In view of the Arab Spring in the North African region, the cultural sciences are posing new questions. At this time, the analysis of themes such as digital media, culture and public space, as well as culture and conflict are playing a central part in societal and academic discourse. In the future, too, these themes will be relevant in the humanities, cultural and social sciences, above all with a view to processes of individual and collective identity construction.
With the project Scholars in Residence, taking the processes of transformation as point of departure, the Goethe-Institut seeks to promote intercultural dialogue in the area of academic research and to strengthen scientific relations between Germany and the Arabic world on a long-term basis.
During the exchange project, eight next-generation scholars from Egypt, Germany, Morocco and Tunisia will among other things take interdisciplinary approaches to these thematic complexes.

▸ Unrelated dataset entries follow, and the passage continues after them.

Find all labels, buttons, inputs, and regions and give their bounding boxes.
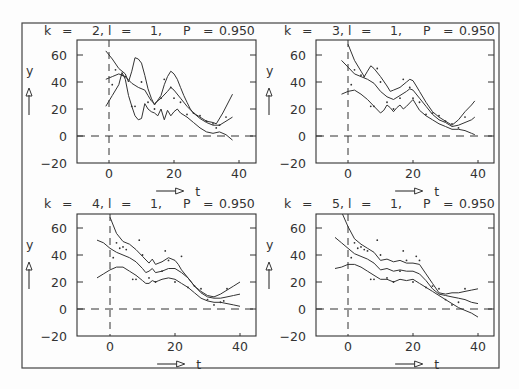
k-eq: = [302,23,312,38]
ylabel: y [26,237,34,252]
ylabel: y [266,63,274,78]
l-value: 1, [390,23,402,38]
xtick-label: 20 [166,166,182,181]
xlabel: t [434,357,439,372]
k-value: 5, [332,196,344,211]
data-point [363,76,365,78]
data-point [354,69,356,71]
panel-k2: k = 2, l = 1, P = 0.950 6040200−2002040y… [26,23,256,199]
data-point [148,277,150,279]
ytick-label: 60 [290,221,306,236]
right-arrow-icon [156,188,184,194]
ytick-label: 40 [290,75,306,90]
data-point [111,84,113,86]
data-point [425,114,427,116]
data-point [173,97,175,99]
data-point [409,87,411,89]
data-point [122,246,124,248]
xtick-label: 40 [232,339,248,354]
panel-title: k = 3, l = 1, P = 0.950 [284,23,495,38]
data-point [154,108,156,110]
ytick-label: −20 [280,329,306,344]
data-point [112,257,114,259]
data-point [393,108,395,110]
k-label: k [284,23,292,38]
data-point [131,105,133,107]
data-point [181,255,183,257]
data-point [193,112,195,114]
ytick-label: 0 [59,302,67,317]
l-eq: = [361,196,371,211]
xlabel: t [434,184,439,199]
k-label: k [284,196,292,211]
data-point [445,120,447,122]
l-value: 1, [150,196,162,211]
plot-area: 6040200−2002040yt [26,40,256,199]
data-point [132,278,134,280]
data-point [220,301,222,303]
ytick-label: 40 [290,248,306,263]
ylabel: y [266,237,274,252]
k-eq: = [62,196,72,211]
ytick-label: 20 [290,275,306,290]
data-point [116,242,118,244]
ytick-label: 0 [59,129,67,144]
data-point [445,299,447,301]
data-point [386,277,388,279]
data-point [350,257,352,259]
data-point [186,114,188,116]
plot-box [316,214,494,336]
xtick-label: 20 [405,166,421,181]
xtick-label: 20 [405,339,421,354]
data-point [134,105,136,107]
data-point [138,239,140,241]
plot-area: 6040200−2002040yt [266,40,494,199]
k-eq: = [302,196,312,211]
data-point [376,239,378,241]
k-value: 3, [332,23,344,38]
data-point [370,278,372,280]
upper-band-line [348,44,475,125]
fit-line [335,237,478,303]
data-point [354,242,356,244]
data-point [380,254,382,256]
xlabel: t [195,184,200,199]
data-point [438,115,440,117]
data-point [399,270,401,272]
l-eq: = [361,23,371,38]
p-eq: = [203,196,213,211]
ytick-label: 20 [51,275,67,290]
data-point [121,74,123,76]
data-point [425,287,427,289]
data-point [464,288,466,290]
data-point [199,115,201,117]
data-point [376,68,378,70]
data-point [161,270,163,272]
fit-line [106,74,233,125]
xlabel: t [196,357,201,372]
p-value: 0.950 [219,23,255,38]
xtick-label: 40 [470,166,486,181]
data-point [419,101,421,103]
data-point [124,76,126,78]
l-value: 1, [150,23,162,38]
p-eq: = [203,23,213,38]
data-point [438,288,440,290]
data-point [367,250,369,252]
ytick-label: 0 [298,302,306,317]
data-point [402,78,404,80]
data-point [194,285,196,287]
right-arrow-icon [395,361,423,367]
data-point [215,127,217,129]
data-point [141,81,143,83]
data-point [406,260,408,262]
data-point [373,105,375,107]
k-label: k [44,196,52,211]
lower-band-line [106,73,233,141]
data-point [200,288,202,290]
data-point [212,123,214,125]
data-point [393,281,395,283]
data-point [163,78,165,80]
ytick-label: 0 [298,129,306,144]
panel-k4: k = 4, l = 1, P = 0.950 6040200−2002040y… [26,196,256,372]
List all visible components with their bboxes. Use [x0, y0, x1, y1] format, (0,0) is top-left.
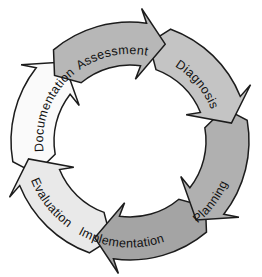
cycle-diagram: AssessmentDiagnosisPlanningImplementatio… [0, 0, 262, 277]
cycle-svg: AssessmentDiagnosisPlanningImplementatio… [0, 0, 262, 277]
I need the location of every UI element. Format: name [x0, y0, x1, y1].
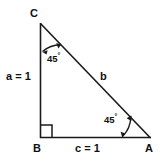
side-label-c: c = 1: [75, 143, 100, 154]
vertex-label-c: C: [30, 8, 38, 19]
degree-symbol-icon: °: [115, 113, 118, 120]
angle-label-c: 45°: [47, 52, 60, 64]
side-label-b: b: [100, 71, 107, 82]
right-angle-square-icon: [41, 125, 53, 138]
vertex-label-b: B: [33, 143, 41, 154]
angle-arc-a-icon: [121, 116, 132, 138]
angle-label-c-value: 45: [47, 53, 58, 64]
triangle-drawing: [0, 0, 164, 165]
angle-label-a-value: 45: [104, 114, 115, 125]
vertex-label-a: A: [145, 143, 153, 154]
degree-symbol-icon: °: [58, 52, 61, 59]
triangle-diagram: C B A a = 1 b c = 1 45° 45°: [0, 0, 164, 165]
angle-label-a: 45°: [104, 113, 117, 125]
side-label-a: a = 1: [6, 71, 31, 82]
side-b-line: [41, 24, 151, 139]
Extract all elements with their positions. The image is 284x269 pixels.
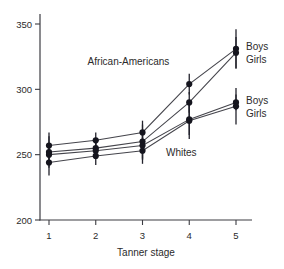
y-tick-label: 350: [16, 19, 32, 30]
x-tick-label: 1: [46, 230, 51, 241]
data-point: [186, 99, 192, 105]
data-point: [93, 153, 99, 159]
data-point: [186, 81, 192, 87]
x-tick-label: 4: [187, 230, 192, 241]
series-group-label: Boys: [246, 41, 268, 52]
annotation-label: African-Americans: [88, 56, 170, 67]
data-point: [46, 152, 52, 158]
chart-canvas: 20025030035012345Tanner stageAfrican-Ame…: [0, 0, 284, 269]
data-point: [46, 142, 52, 148]
y-tick-label: 250: [16, 149, 32, 160]
x-tick-label: 5: [233, 230, 238, 241]
y-tick-label: 200: [16, 215, 32, 226]
data-point: [46, 159, 52, 165]
series-group-label: Girls: [246, 54, 267, 65]
data-point: [186, 118, 192, 124]
x-tick-label: 3: [140, 230, 145, 241]
x-axis-title: Tanner stage: [117, 247, 175, 258]
series-group-label: Boys: [246, 95, 268, 106]
annotation-label: Whites: [166, 147, 197, 158]
data-point: [233, 50, 239, 56]
x-tick-label: 2: [93, 230, 98, 241]
y-tick-label: 300: [16, 84, 32, 95]
data-point: [93, 137, 99, 143]
series-group-label: Girls: [246, 108, 267, 119]
figure: 20025030035012345Tanner stageAfrican-Ame…: [0, 0, 284, 269]
data-point: [139, 129, 145, 135]
data-point: [233, 103, 239, 109]
data-point: [139, 148, 145, 154]
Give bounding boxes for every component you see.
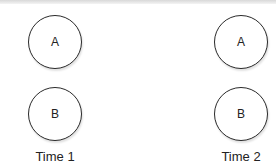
cropped-header-strip (0, 0, 276, 4)
node-a-time2: A (214, 15, 268, 69)
column-label-time2: Time 2 (201, 149, 276, 164)
node-label: B (237, 107, 245, 121)
node-b-time1: B (28, 87, 82, 141)
node-label: B (51, 107, 59, 121)
column-label-time1: Time 1 (15, 149, 95, 164)
node-label: A (237, 35, 245, 49)
node-a-time1: A (28, 15, 82, 69)
node-b-time2: B (214, 87, 268, 141)
node-label: A (51, 35, 59, 49)
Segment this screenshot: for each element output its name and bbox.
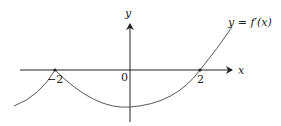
derivative-curve — [14, 27, 232, 107]
graph: y x −2 0 2 y = f′(x) — [0, 0, 281, 126]
tick-label-zero: 0 — [121, 71, 128, 84]
tick-label-pos2: 2 — [197, 73, 204, 86]
root-point-pos2 — [198, 68, 201, 71]
curve-label: y = f′(x) — [227, 16, 272, 29]
y-axis-label: y — [124, 7, 132, 20]
tick-label-neg2: −2 — [47, 73, 63, 86]
x-axis-label: x — [238, 64, 245, 77]
root-point-neg2 — [53, 68, 56, 71]
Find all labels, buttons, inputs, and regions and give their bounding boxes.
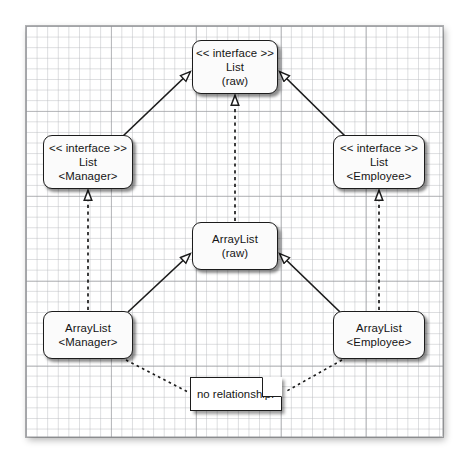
node-line-name: ArrayList [65, 321, 111, 335]
list-manager-interface-node[interactable]: << interface >> List <Manager> [43, 135, 133, 189]
diagram-stage: << interface >> List (raw) << interface … [0, 0, 462, 454]
arraylist-employee-class-node[interactable]: ArrayList <Employee> [333, 311, 425, 359]
dashed-link-arraylist-manager-to-note [126, 360, 188, 392]
node-line-type-param: <Employee> [347, 335, 412, 349]
node-line-name: ArrayList [212, 232, 258, 246]
generalization-arraylist-manager-to-arraylist-raw [128, 254, 190, 312]
node-line-stereotype: << interface >> [340, 141, 418, 155]
node-line-stereotype: << interface >> [196, 46, 274, 60]
arraylist-manager-class-node[interactable]: ArrayList <Manager> [43, 311, 133, 359]
node-line-name: List [79, 155, 97, 169]
list-employee-interface-node[interactable]: << interface >> List <Employee> [333, 135, 425, 189]
generalization-list-employee-to-list-raw [280, 72, 346, 137]
node-line-type-param: <Manager> [58, 169, 117, 183]
node-line-name: ArrayList [356, 321, 402, 335]
generalization-list-manager-to-list-raw [122, 72, 190, 137]
arraylist-raw-class-node[interactable]: ArrayList (raw) [192, 222, 278, 270]
node-line-type-param: (raw) [222, 246, 248, 260]
dashed-link-arraylist-employee-to-note [285, 360, 342, 392]
node-line-name: List [370, 155, 388, 169]
generalization-arraylist-employee-to-arraylist-raw [280, 254, 340, 312]
node-line-name: List [226, 60, 244, 74]
list-raw-interface-node[interactable]: << interface >> List (raw) [192, 40, 278, 94]
node-line-type-param: <Employee> [347, 169, 412, 183]
no-relationship-note[interactable]: no relationship! [190, 377, 282, 411]
node-line-type-param: <Manager> [58, 335, 117, 349]
node-line-type-param: (raw) [222, 74, 248, 88]
node-line-stereotype: << interface >> [49, 141, 127, 155]
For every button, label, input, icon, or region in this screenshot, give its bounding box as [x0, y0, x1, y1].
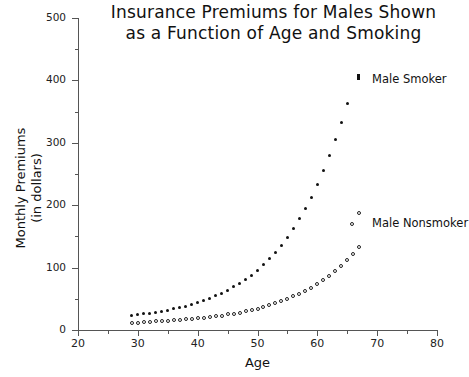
x-tick-major	[138, 331, 139, 336]
data-point	[316, 183, 319, 186]
plot-area	[78, 18, 437, 330]
x-tick-major	[198, 331, 199, 336]
data-point	[244, 278, 247, 281]
data-point	[346, 102, 349, 105]
x-tick-label: 50	[243, 337, 273, 350]
data-point	[196, 316, 200, 320]
data-point	[148, 312, 151, 315]
data-point	[226, 312, 230, 316]
data-point	[148, 320, 152, 324]
data-point	[321, 278, 325, 282]
x-tick-label: 60	[302, 337, 332, 350]
data-point	[172, 307, 175, 310]
data-point	[333, 269, 337, 273]
data-point	[256, 269, 259, 272]
data-point	[214, 314, 218, 318]
data-point	[310, 196, 313, 199]
y-axis-title-line-1: Monthly Premiums	[13, 93, 29, 283]
x-tick-label: 80	[422, 337, 452, 350]
data-point	[298, 217, 301, 220]
data-point	[130, 321, 134, 325]
data-point	[340, 121, 343, 124]
y-tick-label: 500	[26, 11, 66, 23]
data-point	[303, 289, 307, 293]
legend-marker-nonsmoker-icon-secondary	[350, 222, 354, 226]
data-point	[345, 258, 349, 262]
data-point	[291, 294, 295, 298]
x-tick-minor	[228, 331, 229, 334]
data-point	[285, 297, 289, 301]
data-point	[304, 207, 307, 210]
data-point	[166, 319, 170, 323]
data-point	[315, 282, 319, 286]
data-point	[178, 306, 181, 309]
data-point	[160, 310, 163, 313]
data-point	[232, 285, 235, 288]
data-point	[339, 264, 343, 268]
data-point	[351, 252, 355, 256]
data-point	[262, 263, 265, 266]
x-tick-major	[377, 331, 378, 336]
data-point	[172, 318, 176, 322]
data-point	[279, 299, 283, 303]
x-axis-title: Age	[78, 355, 437, 370]
y-tick-label: 0	[26, 323, 66, 335]
data-point	[357, 245, 361, 249]
data-point	[267, 303, 271, 307]
data-point	[274, 251, 277, 254]
data-point	[292, 227, 295, 230]
data-point	[178, 318, 182, 322]
data-point	[136, 321, 140, 325]
data-point	[190, 303, 193, 306]
data-point	[184, 317, 188, 321]
data-point	[334, 138, 337, 141]
data-point	[250, 308, 254, 312]
data-point	[160, 319, 164, 323]
data-point	[244, 309, 248, 313]
x-tick-label: 40	[183, 337, 213, 350]
chart-root: Insurance Premiums for Males Shown as a …	[0, 0, 469, 377]
data-point	[214, 294, 217, 297]
data-point	[268, 257, 271, 260]
x-tick-label: 20	[63, 337, 93, 350]
data-point	[220, 292, 223, 295]
data-point	[327, 274, 331, 278]
legend-label-nonsmoker: Male Nonsmoker	[372, 216, 468, 230]
data-point	[136, 313, 139, 316]
data-point	[238, 311, 242, 315]
x-tick-major	[78, 331, 79, 336]
data-point	[322, 169, 325, 172]
data-point	[190, 317, 194, 321]
data-point	[142, 320, 146, 324]
legend-marker-smoker-icon	[357, 74, 360, 80]
data-point	[196, 301, 199, 304]
data-point	[309, 286, 313, 290]
data-point	[226, 289, 229, 292]
x-tick-minor	[168, 331, 169, 334]
y-axis-title: Monthly Premiums (in dollars)	[13, 93, 45, 283]
data-point	[202, 316, 206, 320]
data-point	[208, 297, 211, 300]
x-tick-label: 30	[123, 337, 153, 350]
data-point	[256, 307, 260, 311]
data-point	[238, 282, 241, 285]
x-tick-minor	[407, 331, 408, 334]
data-point	[154, 319, 158, 323]
x-tick-minor	[287, 331, 288, 334]
data-point	[232, 312, 236, 316]
data-point	[154, 311, 157, 314]
x-tick-major	[317, 331, 318, 336]
x-tick-minor	[347, 331, 348, 334]
data-point	[202, 299, 205, 302]
x-tick-minor	[108, 331, 109, 334]
data-point	[130, 314, 133, 317]
x-tick-major	[437, 331, 438, 336]
y-axis-title-line-2: (in dollars)	[29, 93, 45, 283]
data-point	[184, 305, 187, 308]
data-point	[273, 301, 277, 305]
data-point	[297, 292, 301, 296]
y-tick-label: 400	[26, 73, 66, 85]
x-tick-label: 70	[362, 337, 392, 350]
data-point	[280, 244, 283, 247]
data-point	[286, 236, 289, 239]
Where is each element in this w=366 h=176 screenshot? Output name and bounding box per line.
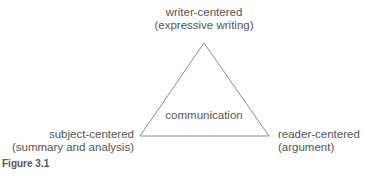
- top-vertex-label: writer-centered (expressive writing): [134, 6, 274, 32]
- top-label-line1: writer-centered: [134, 6, 274, 19]
- figure-caption: Figure 3.1: [2, 158, 49, 169]
- bottom-right-vertex-label: reader-centered (argument): [278, 128, 360, 154]
- bottom-right-label-line2: (argument): [278, 141, 360, 154]
- center-label: communication: [154, 109, 254, 122]
- bottom-right-label-line1: reader-centered: [278, 128, 360, 141]
- bottom-left-vertex-label: subject-centered (summary and analysis): [0, 128, 134, 154]
- bottom-left-label-line2: (summary and analysis): [0, 141, 134, 154]
- bottom-left-label-line1: subject-centered: [0, 128, 134, 141]
- top-label-line2: (expressive writing): [134, 19, 274, 32]
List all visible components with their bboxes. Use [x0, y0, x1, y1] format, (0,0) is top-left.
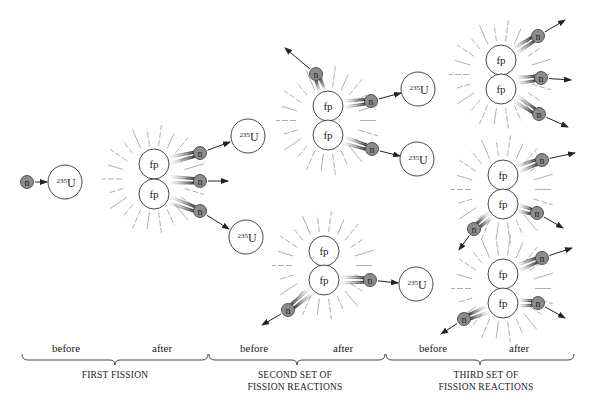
neutron-label: n [198, 176, 203, 187]
uranium-nucleus: 235U [401, 72, 435, 106]
neutron-trail [169, 176, 194, 185]
emitted-neutron: n [364, 274, 377, 287]
arrow-icon [459, 236, 469, 250]
stage1-before-label: before [52, 342, 80, 354]
uranium-nucleus: 235U [231, 119, 265, 153]
arrow-icon [207, 215, 229, 229]
arrow-icon [208, 142, 230, 150]
arrow-icon [545, 20, 565, 32]
emitted-neutron: n [282, 304, 295, 317]
neutron-trail [518, 299, 532, 307]
stage2-brace [209, 354, 385, 365]
neutron-label: n [539, 73, 544, 84]
neutron-trail [167, 195, 196, 212]
emitted-neutron: n [535, 72, 548, 85]
fission-product-label: fp [498, 169, 508, 181]
fission-product-label: fp [323, 100, 333, 112]
fission-product-label: fp [319, 245, 329, 257]
neutron-label: n [540, 253, 545, 264]
fission-product-label: fp [498, 268, 508, 280]
arrow-icon [545, 307, 565, 318]
arrow-icon [285, 48, 310, 69]
arrow-icon [546, 117, 568, 127]
neutron-label: n [537, 109, 542, 120]
neutron-trail [511, 36, 535, 55]
neutron-label: n [536, 31, 541, 42]
incoming-neutron: n [21, 176, 34, 189]
neutron-trail [516, 75, 536, 85]
fission-product-label: fp [496, 54, 506, 66]
fission-product-label: fp [149, 158, 159, 170]
arrow-icon [550, 153, 575, 158]
emitted-neutron: n [532, 30, 545, 43]
uranium-target: 235U [48, 165, 82, 199]
neutron-trail [511, 94, 536, 114]
neutron-trail [468, 305, 491, 320]
neutron-label: n [535, 208, 540, 219]
fission-product-label: fp [149, 188, 159, 200]
neutron-trail [290, 287, 315, 310]
stage2-caption: SECOND SET OF FISSION REACTIONS [240, 369, 350, 393]
stage3-brace [386, 354, 574, 365]
stage2-caption-line1: SECOND SET OF [240, 369, 350, 381]
arrow-icon [549, 79, 571, 80]
fission-product-label: fp [323, 129, 333, 141]
stage3-before-label: before [419, 342, 447, 354]
stage3-after-label: after [509, 342, 529, 354]
emitted-neutron: n [531, 207, 544, 220]
emitted-neutron: n [468, 223, 481, 236]
neutron-trail [168, 151, 195, 165]
neutron-label: n [25, 177, 30, 188]
neutron-label: n [540, 155, 545, 166]
emitted-neutron: n [366, 143, 379, 156]
fission-chain-diagram: n235Ufpfpnnn235U235Ufpfpnnn235U235Ufpfpn… [0, 0, 592, 405]
emitted-neutron: n [533, 108, 546, 121]
stage3-caption-line2: FISSION REACTIONS [426, 381, 546, 393]
fission-product-label: fp [319, 274, 329, 286]
stage1-caption-line1: FIRST FISSION [60, 369, 170, 381]
arrow-icon [550, 248, 572, 255]
neutron-label: n [369, 96, 374, 107]
fission-products: fpfp [486, 45, 516, 104]
arrow-icon [378, 281, 398, 283]
stage3-caption-line1: THIRD SET OF [426, 369, 546, 381]
neutron-label: n [286, 305, 291, 316]
neutron-trail [516, 204, 532, 215]
neutron-label: n [472, 224, 477, 235]
fission-products: fpfp [309, 236, 339, 295]
uranium-nucleus: 235U [400, 142, 434, 176]
neutron-label: n [462, 314, 467, 325]
neutron-trail [341, 136, 367, 151]
emitted-neutron: n [458, 313, 471, 326]
emitted-neutron: n [194, 147, 207, 160]
stage1-caption: FIRST FISSION [60, 369, 170, 381]
neutron-label: n [536, 298, 541, 309]
fission-product-label: fp [498, 297, 508, 309]
emitted-neutron: n [536, 252, 549, 265]
fission-products: fpfp [313, 91, 343, 150]
fission-product-label: fp [496, 83, 506, 95]
fission-products: fpfp [139, 149, 169, 209]
emitted-neutron: n [194, 175, 207, 188]
arrow-icon [544, 217, 563, 228]
stage2-after-label: after [333, 342, 353, 354]
fission-products: fpfp [488, 259, 518, 318]
stage1-after-label: after [152, 342, 172, 354]
arrow-icon [441, 323, 457, 334]
neutron-label: n [370, 144, 375, 155]
emitted-neutron: n [194, 205, 207, 218]
neutron-trail [342, 98, 365, 109]
fission-products: fpfp [488, 160, 518, 219]
arrow-icon [262, 314, 281, 325]
uranium-nucleus: 235U [229, 220, 263, 254]
arrow-icon [379, 93, 401, 99]
neutron-label: n [198, 148, 203, 159]
neutron-trail [515, 257, 538, 272]
stage2-before-label: before [240, 342, 268, 354]
stage1-brace [22, 354, 208, 365]
arrow-icon [380, 151, 400, 156]
fission-product-label: fp [498, 198, 508, 210]
neutron-label: n [368, 275, 373, 286]
emitted-neutron: n [310, 68, 323, 81]
neutron-trail [339, 276, 364, 284]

Citizen participation in digital space
The issue of digital space as a new public sphere is arising before the backdrop of political and societal developments in North Africa and the Near East, and in Europe as well. What concrete significance do digital media possess in the context of the political movements in North African Arabic countries – whether for the political organisation of resistance movements or for the development of a new structure of civic communication and public politics?
Transformation of public space
Public space is a constitutive element of societies. It is both a forum encounters as well as a platform for the formation of public opinion. What function did Cairo’s Tahrir Square fulfil during the Arab Spring for the constitution of a critical public? To what extent are public spaces becoming spaces of collective identity? And what transformations of public space took place following the Arab Spring?
"Scholars in Residence" is part of the German-Egyptian and German-Tunisian transformation partnership 2012-2013. The project is an initiative by the Goethe-Institut and being carried out in cooperation with the Institute for Advanced Studies in the Humanities (KWI) and the Ruhr University Bochum’s Centre of Mediterranean Studies (ZMS). Funded with special grants provided by the German Federal Foreign Office.